A womanising entrepreneur who tried to collect £500,000 life insurance by mowing down his wife in his Land Rover has to serve at least 14 years in jail.

Michael Hollins was facing ruin after a series of failed business ventures and decided to rid himself of his wife in favour of “more exciting women.”

But the 40-year-old father-of-two planned a “truly wicked crime” said Judge Alistair McCreath at Worcester Crown Court and afterwards play-acted as a worried and concerned husband.

Had Hollins succeeded in killing his wife, the sentence would have been 28 years, said the judge. As it was, he must stay in jail for 14 years before he can apply for release.

Hollins had led a double life with a string of lovers and the court heard that he was motivated by “lust, sex and money.”

He not only cheated on 41-year-old Chloe, his wife of 15 years and a mother-of-two, but also lied consistently to his other mistresses. He carried out the crime when he was threatened with bankruptcy. The judge said his life was in disarray of his own making. Not only was he facing financial ruin but his personal life was tangled so he devised a plot to get rid of his wife. He secretly parked the vehicle near his home in Tower Road, Hereford, and drove it at his wife as she collected eggs from a farm. She suffered two fractures of her pelvis, a broken leg and internal injuries. Hollins was convicted of attempted murder after a three-week trial.

For years he had led a secret life with a mistress in Glasgow, Franca Bianchet, by whom he fathered two children. He took out a £195,000 mortgage to buy her a cottage, which she ran as a bed and breakfast. Another girlfriend, 42-year-old Anne Wankiiri, a council worker in Northampton, was said to be standing by him and attended the trial.

He also cheated on another lover, Anne Mills, of Bristol, who spent a night with him at a hotel in Worcester on his birthday just days before his wife was badly injured.

Judge McCreath assessed Hollins as “a dangerous offender” and his crime had had a psychological effect upon his wife, who had recovered from life-threatening injuries. She had been affected when she had learned of his duplicitous life.

His callous plan had not been spontaneous and had left deep scars which would be with his family for life.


* Problem requirements
Would you pull out every line of the material that contains the string "pixels"?
╔══
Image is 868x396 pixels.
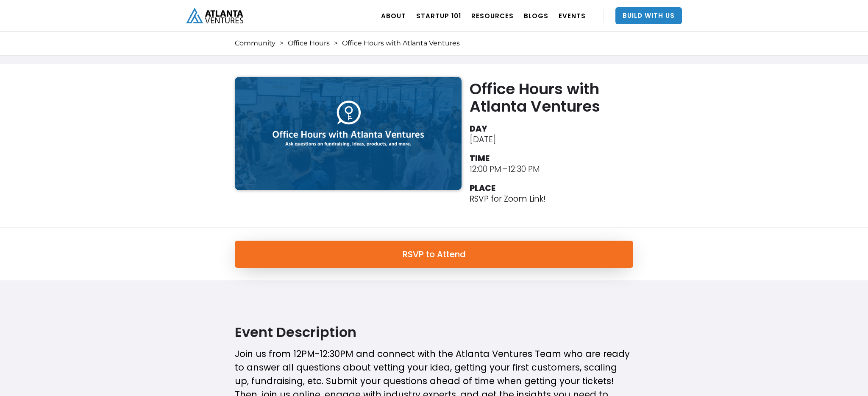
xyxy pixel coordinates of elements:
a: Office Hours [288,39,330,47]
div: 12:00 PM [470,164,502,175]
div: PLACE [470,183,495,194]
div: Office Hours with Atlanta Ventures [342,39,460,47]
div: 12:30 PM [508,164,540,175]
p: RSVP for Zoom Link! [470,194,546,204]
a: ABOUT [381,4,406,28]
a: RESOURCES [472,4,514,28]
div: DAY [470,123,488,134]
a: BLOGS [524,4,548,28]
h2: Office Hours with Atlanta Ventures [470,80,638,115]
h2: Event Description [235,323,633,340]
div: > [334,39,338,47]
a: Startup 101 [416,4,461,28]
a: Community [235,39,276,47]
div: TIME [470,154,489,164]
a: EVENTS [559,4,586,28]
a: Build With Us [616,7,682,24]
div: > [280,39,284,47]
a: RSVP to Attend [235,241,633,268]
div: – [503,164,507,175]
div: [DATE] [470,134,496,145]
╚══
╔══
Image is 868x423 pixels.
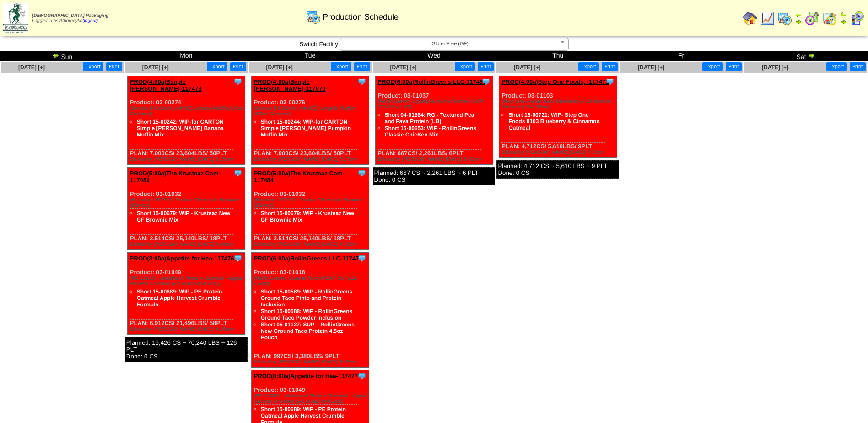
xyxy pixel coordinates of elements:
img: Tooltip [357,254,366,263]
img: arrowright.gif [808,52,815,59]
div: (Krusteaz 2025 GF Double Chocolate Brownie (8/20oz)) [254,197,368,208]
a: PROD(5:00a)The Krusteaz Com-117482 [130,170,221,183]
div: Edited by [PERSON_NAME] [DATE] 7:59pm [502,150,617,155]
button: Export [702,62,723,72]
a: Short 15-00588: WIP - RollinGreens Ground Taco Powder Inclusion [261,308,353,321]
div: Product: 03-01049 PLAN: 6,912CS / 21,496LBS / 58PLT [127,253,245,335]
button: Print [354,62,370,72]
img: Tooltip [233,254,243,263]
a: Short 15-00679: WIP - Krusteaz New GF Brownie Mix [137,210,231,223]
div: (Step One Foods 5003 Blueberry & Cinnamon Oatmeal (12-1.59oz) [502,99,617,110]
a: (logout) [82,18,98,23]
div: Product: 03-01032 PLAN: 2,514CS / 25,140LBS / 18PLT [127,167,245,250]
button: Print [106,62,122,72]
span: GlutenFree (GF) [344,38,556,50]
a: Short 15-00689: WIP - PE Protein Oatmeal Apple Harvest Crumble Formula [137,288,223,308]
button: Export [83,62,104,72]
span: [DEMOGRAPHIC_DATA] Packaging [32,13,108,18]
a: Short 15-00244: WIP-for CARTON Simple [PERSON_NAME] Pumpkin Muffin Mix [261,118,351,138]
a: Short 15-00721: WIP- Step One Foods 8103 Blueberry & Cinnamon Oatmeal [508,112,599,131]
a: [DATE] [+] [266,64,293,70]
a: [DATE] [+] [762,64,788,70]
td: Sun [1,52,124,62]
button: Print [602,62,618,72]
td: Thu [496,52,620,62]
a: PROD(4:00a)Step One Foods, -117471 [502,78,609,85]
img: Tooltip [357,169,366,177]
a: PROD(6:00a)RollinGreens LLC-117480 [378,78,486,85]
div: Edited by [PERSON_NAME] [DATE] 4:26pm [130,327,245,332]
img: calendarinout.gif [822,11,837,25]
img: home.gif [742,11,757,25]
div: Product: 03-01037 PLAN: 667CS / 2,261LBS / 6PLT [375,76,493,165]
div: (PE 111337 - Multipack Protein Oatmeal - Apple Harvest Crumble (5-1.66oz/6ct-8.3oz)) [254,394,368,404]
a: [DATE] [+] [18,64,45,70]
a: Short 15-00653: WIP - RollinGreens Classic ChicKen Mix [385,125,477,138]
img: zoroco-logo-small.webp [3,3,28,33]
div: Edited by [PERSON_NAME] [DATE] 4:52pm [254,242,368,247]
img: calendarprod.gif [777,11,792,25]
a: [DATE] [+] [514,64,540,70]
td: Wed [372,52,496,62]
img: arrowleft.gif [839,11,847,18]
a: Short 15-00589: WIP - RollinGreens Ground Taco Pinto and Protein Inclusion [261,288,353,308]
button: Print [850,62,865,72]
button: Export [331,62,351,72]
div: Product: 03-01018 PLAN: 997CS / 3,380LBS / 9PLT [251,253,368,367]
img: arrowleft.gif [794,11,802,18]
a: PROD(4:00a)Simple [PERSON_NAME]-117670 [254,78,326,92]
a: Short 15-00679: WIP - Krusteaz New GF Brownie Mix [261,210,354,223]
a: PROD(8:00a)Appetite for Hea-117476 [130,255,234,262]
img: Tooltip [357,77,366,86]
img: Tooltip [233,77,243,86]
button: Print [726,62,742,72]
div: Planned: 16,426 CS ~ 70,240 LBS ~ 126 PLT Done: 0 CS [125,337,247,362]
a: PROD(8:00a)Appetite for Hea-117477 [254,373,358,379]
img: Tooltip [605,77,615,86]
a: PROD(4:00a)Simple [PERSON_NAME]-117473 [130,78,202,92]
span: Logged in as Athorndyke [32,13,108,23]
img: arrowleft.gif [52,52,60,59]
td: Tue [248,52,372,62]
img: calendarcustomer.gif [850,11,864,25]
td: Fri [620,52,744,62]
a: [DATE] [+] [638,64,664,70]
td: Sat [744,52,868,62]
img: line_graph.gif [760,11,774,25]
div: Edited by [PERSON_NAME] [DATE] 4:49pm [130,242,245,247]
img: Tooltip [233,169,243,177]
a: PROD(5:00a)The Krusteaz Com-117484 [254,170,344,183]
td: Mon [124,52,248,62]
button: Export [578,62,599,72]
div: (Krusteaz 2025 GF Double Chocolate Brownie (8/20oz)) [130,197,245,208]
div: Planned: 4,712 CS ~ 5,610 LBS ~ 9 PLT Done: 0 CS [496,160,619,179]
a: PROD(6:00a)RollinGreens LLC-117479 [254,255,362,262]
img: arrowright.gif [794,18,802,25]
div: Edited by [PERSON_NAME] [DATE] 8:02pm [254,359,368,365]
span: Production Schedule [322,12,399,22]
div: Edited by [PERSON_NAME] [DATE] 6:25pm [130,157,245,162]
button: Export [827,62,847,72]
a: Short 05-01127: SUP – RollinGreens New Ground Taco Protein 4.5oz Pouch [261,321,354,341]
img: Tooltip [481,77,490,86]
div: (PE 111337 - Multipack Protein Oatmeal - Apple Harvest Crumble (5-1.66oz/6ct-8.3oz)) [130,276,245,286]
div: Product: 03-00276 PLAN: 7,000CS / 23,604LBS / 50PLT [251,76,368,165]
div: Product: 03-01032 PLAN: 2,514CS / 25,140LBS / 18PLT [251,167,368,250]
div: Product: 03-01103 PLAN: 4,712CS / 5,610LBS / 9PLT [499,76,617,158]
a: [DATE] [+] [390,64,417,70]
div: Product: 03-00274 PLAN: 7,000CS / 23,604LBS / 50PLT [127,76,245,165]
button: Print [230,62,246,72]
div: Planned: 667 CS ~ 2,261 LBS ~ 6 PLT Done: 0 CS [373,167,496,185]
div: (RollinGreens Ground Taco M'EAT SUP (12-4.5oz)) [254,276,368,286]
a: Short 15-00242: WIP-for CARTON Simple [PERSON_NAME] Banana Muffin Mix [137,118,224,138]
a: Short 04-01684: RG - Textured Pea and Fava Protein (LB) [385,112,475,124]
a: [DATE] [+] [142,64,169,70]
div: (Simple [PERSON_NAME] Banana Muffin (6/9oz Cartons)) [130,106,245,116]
╚══
╔══
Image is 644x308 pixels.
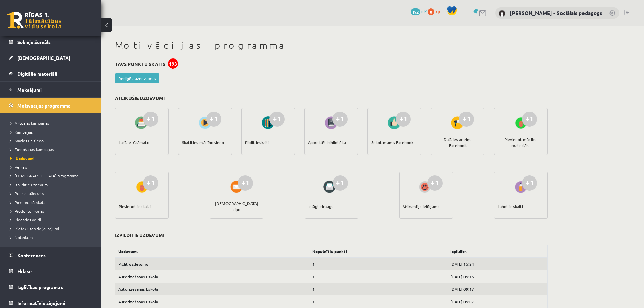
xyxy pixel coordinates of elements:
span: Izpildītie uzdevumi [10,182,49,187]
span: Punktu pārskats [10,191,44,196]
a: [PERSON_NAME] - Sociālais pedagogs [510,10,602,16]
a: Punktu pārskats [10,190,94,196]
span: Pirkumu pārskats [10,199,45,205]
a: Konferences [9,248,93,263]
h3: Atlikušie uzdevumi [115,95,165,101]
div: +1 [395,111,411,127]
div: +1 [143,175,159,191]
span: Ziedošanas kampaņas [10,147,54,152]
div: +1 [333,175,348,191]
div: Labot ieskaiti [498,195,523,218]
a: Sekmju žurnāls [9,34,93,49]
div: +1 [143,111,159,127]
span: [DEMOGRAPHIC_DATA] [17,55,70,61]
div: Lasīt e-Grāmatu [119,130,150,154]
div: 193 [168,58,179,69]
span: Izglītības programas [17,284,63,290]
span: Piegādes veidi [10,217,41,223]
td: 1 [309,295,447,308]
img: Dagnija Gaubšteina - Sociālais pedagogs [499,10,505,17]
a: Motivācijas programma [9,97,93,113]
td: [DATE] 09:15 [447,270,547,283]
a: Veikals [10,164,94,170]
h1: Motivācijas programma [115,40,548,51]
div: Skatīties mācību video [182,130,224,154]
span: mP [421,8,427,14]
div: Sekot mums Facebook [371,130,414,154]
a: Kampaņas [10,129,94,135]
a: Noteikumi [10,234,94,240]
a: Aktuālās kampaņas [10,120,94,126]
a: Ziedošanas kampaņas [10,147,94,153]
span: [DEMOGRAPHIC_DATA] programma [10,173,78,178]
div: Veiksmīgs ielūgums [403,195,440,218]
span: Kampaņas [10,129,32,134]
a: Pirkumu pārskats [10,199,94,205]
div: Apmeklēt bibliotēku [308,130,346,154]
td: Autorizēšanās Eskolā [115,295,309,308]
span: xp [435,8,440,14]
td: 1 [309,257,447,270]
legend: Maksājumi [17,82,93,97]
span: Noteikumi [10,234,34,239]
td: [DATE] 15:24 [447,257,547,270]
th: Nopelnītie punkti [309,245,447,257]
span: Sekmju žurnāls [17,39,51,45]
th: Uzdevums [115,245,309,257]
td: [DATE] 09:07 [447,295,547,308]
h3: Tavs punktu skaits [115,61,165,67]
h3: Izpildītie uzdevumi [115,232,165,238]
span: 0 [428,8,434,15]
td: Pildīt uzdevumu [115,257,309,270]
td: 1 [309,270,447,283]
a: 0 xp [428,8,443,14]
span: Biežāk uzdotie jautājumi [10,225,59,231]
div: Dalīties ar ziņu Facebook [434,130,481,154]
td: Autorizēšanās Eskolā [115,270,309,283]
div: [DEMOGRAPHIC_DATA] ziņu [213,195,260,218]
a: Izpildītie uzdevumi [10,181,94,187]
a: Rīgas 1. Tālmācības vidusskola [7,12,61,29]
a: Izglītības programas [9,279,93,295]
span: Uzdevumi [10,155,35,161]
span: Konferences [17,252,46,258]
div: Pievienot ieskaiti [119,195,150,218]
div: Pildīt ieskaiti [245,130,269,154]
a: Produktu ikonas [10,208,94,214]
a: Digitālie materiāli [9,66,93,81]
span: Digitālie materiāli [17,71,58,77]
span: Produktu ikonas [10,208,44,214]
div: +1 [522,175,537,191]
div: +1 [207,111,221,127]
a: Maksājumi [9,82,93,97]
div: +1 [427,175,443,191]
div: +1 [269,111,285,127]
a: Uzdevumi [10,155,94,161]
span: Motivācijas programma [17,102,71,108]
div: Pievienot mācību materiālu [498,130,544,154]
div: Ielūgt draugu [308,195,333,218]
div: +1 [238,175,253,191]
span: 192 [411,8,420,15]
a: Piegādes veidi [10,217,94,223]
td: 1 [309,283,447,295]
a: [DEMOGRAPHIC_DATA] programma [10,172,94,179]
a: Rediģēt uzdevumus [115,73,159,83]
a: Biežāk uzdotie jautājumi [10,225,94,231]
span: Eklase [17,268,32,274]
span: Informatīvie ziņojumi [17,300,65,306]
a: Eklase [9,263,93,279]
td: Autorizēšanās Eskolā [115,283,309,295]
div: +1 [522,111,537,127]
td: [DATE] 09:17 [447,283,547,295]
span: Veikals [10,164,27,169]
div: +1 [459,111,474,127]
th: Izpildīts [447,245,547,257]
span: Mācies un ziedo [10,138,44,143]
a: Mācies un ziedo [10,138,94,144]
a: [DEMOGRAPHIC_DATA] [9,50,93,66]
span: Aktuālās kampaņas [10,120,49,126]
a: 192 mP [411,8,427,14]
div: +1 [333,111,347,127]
╚══
* Answer to this problem
Image is 868x396 pixels.
Image is 868x423 pixels.
Image is 644x308 pixels.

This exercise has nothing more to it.